Where I am, it’s already gone autumnal— the afternoon slants its slow rays across everything as if recognizing summer’s waning with hard won gold. We are balanced now. In Brazil, Australia or New Zealand spring’s light is arriving. Here, above the equator, the dark is inexorably rising. But right now—tonight—we are balanced on the edge of a turning. The Equinox: an equal night.
I can’t help but remember this Bronwyn Wallace story about blackberries. I would say that she was a kind of surrogate mother after my mother died (and they were best friends) but she didn’t really act like a mother. Instead she talked politics and taught us swear words and played us Talking Heads and The Violent Femes on vinyl and introduced us to Alfred Hitchcock and just treated kids, adults, bus drivers and truly everyone she met as an equal without reference to gender or age or status. Anyway, as a result I got access at a young age to an unedited poet’s perspective and some stories that I will never forget.
My favourite one, with the blackberries, was when she and her friends rented a big cottage somewhere way up north a sprawling place with a big yard and wrap-around porch and the backyard sloping down to the lake. A getaway weekend at the end of the summer with her closest friends, and I can almost hear the clink of glasses and the laughter and the rich wild spirals of overlapping conversation going on almost forever. I can see the fat candles melting over the chipped plates and into lacy patterns onto the big wooden table. There must have been at least ten women, a group of best friends, and they had the whole weekend and bottles and bottles of wine and their overlapping conversations becoming something singular and shared and rising up into the night. We had things to figure out Bron told me enigmatically, and I felt lucky to be let into something secret and adult. It seemed like deep in the night they had become a community of women. A kind of powerful coven up there on the hill. And that the night, and the wine, and their talking, opened up into a sort of dream world. We got drunk she said and decided we would all go for a swim. Black Water. Black Night. The cabin still glowing orange at the top of the hill. And then nothing.
We woke up to the bright sunlight, it was already afternoon, she said. We woke up fully clothed. Not hung over but strangely refreshed. And tiny pinpricks of blood all over the sheets. What had we done?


▶ **WHAT THE EXERCISE ASKS**
Give the number of lines in these entries that contain the string "words", with no further comment.

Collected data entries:
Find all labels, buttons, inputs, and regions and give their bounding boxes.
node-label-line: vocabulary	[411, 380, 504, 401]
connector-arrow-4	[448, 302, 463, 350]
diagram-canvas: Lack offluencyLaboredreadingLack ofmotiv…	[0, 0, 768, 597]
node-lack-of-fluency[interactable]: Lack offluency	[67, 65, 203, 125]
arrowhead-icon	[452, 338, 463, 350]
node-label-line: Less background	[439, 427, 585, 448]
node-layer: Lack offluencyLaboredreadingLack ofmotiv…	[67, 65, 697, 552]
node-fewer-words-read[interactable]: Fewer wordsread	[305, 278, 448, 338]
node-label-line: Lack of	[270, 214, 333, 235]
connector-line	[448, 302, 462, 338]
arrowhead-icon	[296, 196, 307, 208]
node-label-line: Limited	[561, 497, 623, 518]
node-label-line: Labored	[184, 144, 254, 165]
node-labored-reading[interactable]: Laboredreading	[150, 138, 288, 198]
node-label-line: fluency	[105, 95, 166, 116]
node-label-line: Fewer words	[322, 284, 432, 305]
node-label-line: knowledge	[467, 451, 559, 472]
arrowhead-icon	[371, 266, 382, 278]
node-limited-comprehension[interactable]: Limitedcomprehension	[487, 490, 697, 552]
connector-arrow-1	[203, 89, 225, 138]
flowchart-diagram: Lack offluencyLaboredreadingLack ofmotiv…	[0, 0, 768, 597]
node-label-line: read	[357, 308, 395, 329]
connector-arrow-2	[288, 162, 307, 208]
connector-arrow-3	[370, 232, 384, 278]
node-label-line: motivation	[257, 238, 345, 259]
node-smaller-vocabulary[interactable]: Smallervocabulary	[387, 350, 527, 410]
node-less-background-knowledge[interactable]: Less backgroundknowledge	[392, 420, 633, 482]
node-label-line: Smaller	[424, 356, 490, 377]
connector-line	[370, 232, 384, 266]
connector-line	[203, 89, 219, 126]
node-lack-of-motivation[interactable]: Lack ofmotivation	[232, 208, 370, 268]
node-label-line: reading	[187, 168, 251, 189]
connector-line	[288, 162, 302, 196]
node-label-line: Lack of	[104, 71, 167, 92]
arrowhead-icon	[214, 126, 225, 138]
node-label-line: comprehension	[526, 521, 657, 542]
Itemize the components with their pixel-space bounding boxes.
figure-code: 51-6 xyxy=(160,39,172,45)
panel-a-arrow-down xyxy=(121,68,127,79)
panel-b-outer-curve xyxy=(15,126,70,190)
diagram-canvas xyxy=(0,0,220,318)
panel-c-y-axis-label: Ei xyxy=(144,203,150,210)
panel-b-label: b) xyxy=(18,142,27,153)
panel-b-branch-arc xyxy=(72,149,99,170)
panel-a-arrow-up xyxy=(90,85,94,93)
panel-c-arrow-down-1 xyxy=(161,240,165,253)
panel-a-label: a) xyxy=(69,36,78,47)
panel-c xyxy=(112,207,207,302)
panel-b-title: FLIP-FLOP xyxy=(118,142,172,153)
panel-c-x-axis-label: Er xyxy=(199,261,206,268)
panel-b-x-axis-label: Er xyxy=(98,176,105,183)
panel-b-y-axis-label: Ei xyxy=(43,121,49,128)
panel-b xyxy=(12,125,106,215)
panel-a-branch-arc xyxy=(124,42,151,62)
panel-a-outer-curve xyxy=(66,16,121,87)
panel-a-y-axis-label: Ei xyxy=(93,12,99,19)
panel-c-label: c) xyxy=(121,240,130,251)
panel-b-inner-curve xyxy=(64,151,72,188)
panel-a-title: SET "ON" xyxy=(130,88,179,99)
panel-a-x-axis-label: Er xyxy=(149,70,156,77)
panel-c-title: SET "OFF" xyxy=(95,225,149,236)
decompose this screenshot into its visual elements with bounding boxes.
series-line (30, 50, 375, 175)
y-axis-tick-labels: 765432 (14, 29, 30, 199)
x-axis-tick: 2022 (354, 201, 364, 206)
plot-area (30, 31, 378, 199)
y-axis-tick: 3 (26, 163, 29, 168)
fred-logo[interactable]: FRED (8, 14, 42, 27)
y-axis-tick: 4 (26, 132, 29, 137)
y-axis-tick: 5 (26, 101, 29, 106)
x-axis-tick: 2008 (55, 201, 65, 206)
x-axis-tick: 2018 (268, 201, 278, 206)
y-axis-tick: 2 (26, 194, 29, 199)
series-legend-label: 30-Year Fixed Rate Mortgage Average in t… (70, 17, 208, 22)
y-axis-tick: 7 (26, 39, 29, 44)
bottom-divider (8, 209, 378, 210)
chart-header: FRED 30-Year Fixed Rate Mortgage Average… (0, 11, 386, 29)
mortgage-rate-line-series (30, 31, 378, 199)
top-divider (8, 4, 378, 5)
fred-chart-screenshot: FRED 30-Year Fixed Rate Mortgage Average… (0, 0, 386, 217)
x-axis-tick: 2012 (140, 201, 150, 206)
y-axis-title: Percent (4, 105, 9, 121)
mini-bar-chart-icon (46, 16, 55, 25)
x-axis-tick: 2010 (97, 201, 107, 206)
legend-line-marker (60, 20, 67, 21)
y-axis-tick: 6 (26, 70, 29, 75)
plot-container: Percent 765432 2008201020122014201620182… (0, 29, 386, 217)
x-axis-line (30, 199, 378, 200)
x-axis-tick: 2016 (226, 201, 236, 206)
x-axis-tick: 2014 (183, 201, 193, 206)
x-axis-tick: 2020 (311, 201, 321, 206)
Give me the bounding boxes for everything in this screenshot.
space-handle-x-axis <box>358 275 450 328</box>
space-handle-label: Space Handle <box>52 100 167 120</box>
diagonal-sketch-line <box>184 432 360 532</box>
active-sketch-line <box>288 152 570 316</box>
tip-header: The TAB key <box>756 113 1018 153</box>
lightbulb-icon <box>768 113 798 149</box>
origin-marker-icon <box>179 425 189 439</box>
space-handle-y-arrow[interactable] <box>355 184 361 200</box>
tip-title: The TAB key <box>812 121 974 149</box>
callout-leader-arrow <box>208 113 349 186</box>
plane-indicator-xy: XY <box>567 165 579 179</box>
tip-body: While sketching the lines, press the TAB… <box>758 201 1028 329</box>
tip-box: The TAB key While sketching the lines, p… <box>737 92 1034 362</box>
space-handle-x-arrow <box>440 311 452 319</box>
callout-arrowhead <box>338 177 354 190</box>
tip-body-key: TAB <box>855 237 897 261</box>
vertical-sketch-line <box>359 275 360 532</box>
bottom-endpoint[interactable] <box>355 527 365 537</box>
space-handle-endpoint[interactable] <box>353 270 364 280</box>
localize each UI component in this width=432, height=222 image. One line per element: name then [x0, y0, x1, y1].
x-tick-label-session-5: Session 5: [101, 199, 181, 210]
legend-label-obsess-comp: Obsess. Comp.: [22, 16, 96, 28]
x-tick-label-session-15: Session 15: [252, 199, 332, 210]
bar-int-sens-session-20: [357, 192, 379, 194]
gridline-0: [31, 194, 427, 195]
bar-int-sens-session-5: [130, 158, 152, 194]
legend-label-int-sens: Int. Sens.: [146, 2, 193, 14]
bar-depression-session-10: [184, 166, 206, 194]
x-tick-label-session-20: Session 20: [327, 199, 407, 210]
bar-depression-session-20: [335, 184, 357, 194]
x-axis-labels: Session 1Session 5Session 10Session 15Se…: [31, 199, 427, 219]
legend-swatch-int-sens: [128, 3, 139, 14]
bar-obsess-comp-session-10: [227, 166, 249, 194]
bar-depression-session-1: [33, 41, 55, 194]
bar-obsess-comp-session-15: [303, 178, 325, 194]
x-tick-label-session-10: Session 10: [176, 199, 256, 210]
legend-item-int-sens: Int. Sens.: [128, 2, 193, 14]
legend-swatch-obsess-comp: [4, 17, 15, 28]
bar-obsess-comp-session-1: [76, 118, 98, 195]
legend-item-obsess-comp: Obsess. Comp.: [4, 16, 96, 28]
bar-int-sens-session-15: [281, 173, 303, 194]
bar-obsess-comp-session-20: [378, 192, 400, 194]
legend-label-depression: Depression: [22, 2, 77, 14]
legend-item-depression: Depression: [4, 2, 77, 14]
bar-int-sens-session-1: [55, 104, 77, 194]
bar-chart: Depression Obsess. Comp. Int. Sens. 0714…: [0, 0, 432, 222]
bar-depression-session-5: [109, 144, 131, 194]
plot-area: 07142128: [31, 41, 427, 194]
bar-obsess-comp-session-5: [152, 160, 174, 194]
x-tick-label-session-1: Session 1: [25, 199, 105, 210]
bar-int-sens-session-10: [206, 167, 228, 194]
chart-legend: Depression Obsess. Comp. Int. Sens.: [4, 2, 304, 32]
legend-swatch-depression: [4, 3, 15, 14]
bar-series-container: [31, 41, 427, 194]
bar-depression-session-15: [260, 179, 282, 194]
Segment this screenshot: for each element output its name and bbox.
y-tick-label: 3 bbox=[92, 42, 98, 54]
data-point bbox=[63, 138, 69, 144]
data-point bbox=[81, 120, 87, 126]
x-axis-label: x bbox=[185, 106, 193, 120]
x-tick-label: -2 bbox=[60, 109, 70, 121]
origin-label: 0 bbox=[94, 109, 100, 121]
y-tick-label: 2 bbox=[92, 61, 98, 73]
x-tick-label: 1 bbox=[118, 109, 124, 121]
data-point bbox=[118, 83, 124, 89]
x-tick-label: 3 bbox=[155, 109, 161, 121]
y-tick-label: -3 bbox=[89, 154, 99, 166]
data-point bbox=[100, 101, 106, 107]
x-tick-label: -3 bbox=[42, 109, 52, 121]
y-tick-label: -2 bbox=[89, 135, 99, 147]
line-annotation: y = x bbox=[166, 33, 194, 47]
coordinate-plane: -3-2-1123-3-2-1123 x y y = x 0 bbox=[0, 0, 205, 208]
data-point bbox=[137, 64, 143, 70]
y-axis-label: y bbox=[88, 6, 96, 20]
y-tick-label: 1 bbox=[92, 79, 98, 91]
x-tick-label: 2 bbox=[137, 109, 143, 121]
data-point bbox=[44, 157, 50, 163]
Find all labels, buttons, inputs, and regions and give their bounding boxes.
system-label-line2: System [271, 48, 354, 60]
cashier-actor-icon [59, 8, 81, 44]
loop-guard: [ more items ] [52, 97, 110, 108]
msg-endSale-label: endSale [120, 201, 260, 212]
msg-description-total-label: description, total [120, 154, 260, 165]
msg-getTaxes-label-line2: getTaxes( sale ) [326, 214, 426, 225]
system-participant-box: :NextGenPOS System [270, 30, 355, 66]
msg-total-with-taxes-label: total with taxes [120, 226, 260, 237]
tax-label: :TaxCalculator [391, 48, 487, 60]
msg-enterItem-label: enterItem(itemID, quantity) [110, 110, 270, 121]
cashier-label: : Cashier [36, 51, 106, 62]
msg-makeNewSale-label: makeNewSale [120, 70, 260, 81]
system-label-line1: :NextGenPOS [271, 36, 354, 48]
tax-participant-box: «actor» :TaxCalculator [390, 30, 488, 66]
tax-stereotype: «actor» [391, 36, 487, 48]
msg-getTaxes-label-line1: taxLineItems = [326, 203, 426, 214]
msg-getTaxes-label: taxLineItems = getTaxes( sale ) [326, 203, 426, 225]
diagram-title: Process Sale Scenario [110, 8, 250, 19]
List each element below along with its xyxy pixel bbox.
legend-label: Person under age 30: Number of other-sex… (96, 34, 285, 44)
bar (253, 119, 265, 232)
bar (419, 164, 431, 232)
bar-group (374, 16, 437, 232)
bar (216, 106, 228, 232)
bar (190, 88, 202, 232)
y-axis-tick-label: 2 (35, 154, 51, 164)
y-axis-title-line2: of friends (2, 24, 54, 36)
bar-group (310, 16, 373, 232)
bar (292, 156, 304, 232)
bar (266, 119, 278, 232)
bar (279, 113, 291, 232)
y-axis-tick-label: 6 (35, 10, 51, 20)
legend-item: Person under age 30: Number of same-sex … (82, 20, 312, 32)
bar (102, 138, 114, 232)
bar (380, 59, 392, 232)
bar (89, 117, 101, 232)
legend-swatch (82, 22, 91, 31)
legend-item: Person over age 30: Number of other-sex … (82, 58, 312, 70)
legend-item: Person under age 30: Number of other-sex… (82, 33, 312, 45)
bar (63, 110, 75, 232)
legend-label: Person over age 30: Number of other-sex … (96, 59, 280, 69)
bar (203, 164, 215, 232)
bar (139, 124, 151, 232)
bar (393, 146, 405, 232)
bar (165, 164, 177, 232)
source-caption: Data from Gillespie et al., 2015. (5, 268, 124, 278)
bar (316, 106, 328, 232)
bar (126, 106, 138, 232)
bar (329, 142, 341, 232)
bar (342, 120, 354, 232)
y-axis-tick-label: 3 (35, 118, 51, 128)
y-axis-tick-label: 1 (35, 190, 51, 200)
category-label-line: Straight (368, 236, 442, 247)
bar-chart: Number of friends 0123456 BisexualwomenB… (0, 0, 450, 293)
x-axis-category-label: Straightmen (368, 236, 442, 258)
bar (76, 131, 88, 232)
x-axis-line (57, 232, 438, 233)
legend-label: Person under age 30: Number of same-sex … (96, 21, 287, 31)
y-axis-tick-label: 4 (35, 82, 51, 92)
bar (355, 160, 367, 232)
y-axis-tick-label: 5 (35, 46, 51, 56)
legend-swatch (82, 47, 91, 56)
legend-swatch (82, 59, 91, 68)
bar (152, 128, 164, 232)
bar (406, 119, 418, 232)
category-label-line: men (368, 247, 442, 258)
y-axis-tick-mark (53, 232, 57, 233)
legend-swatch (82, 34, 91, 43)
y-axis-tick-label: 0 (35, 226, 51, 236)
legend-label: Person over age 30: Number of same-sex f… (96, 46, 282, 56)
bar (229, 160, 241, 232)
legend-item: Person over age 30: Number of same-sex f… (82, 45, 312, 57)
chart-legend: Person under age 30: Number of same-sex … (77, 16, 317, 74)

▶ **TASK SOLUTION**
2